Will the world end in 2012
From the Telegraph :
'Web-bot project' makes prophecy of 2012 apocalypse
“Web-bot” technology has moved apocalyptic prophecy into the internet age, predicting that the world will end on 21 December 2012.
Conspiracy theorists on the web have claimed that the bots accurately predicted the September 11 attacks and the 2004 Boxing Day tsunami, and that they say a cataclysm of some sort will devastate the planet on 21 December, 2012.
The software, similar to the “spiders” that search engines use to index web pages, were originally developed in the 1990s to predict stock market movements.
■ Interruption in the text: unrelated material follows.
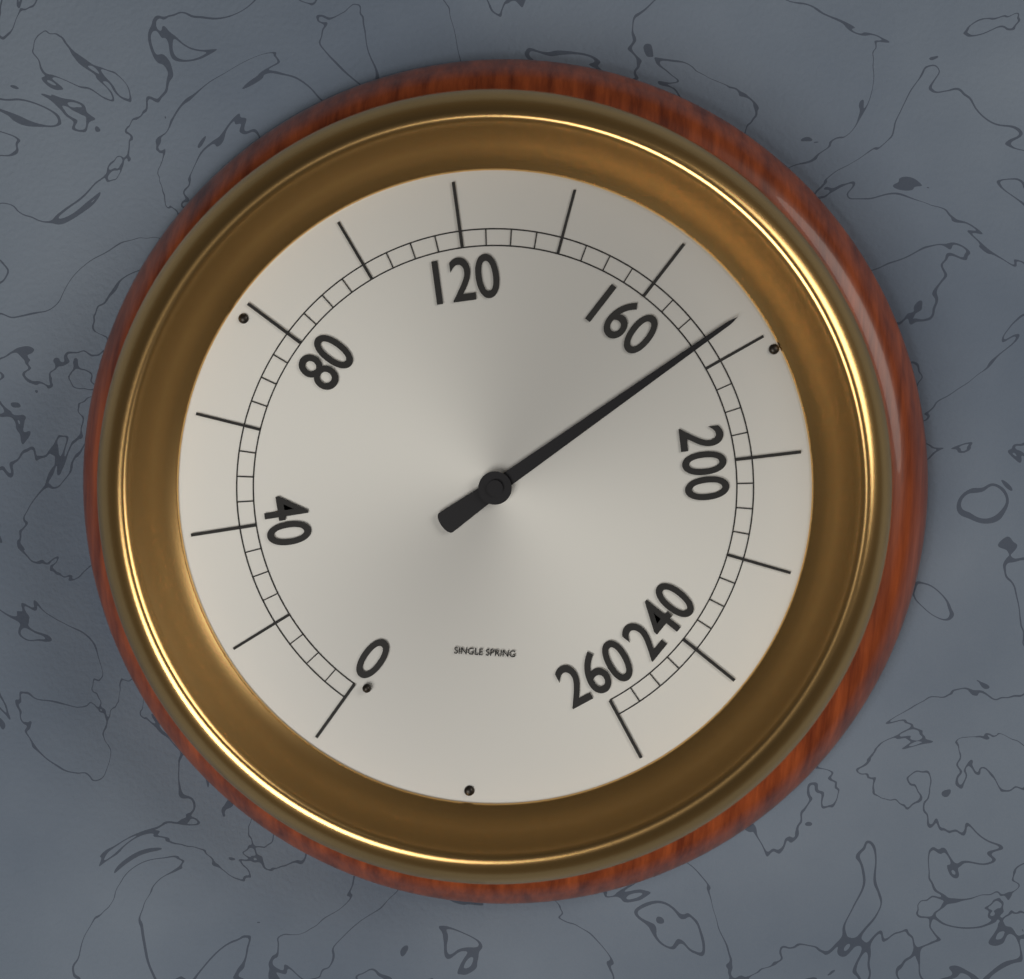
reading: 175 (no unit)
The bots crawl through relevant web pages, noting keywords and examining the text around them. The theory is that this gives an insight into the “wisdom of crowds”, as the thoughts of thousands of people are aggregated.
However, the technology was later appropriated for another, more controversial – some say nonsensical – use: predicting the future.
Its study of “web chatter” is said to give advance warnings of terrorist attacks, and proponents claim that it successfully did so ahead of 11 September 2001. George Ure, one of two men behind the project, says that his system predicted a “world-changing event” in the 60 to 90 days after June 2001.
Despite the vagueness of this prediction, many believed it to be genuine. Now its makers claim that the technology can predict natural disasters, and that it foresaw the earthquake that triggered the 2004 tsunami, as well as Hurricane Katrina and the devastation that followed.
Its latest and most sweeping prediction is that 21 December 2012 signals the end of the world, possibly through a “polar shift” – when the polarity of the Earth’s magnetic field is reversed. Believers claim that as well as the bots, the 2012 apocalypse is predicted by the ancient Mayan calendar, the Book of Revelations, and the Chinese text I Ching.
'Web-bot project' makes prophecy of 2012 apocalypse - Telegraph
I am currently marketing a very nice range of tin hats available to TD members for 99 cents plus postage. Effective against polarity shifting events.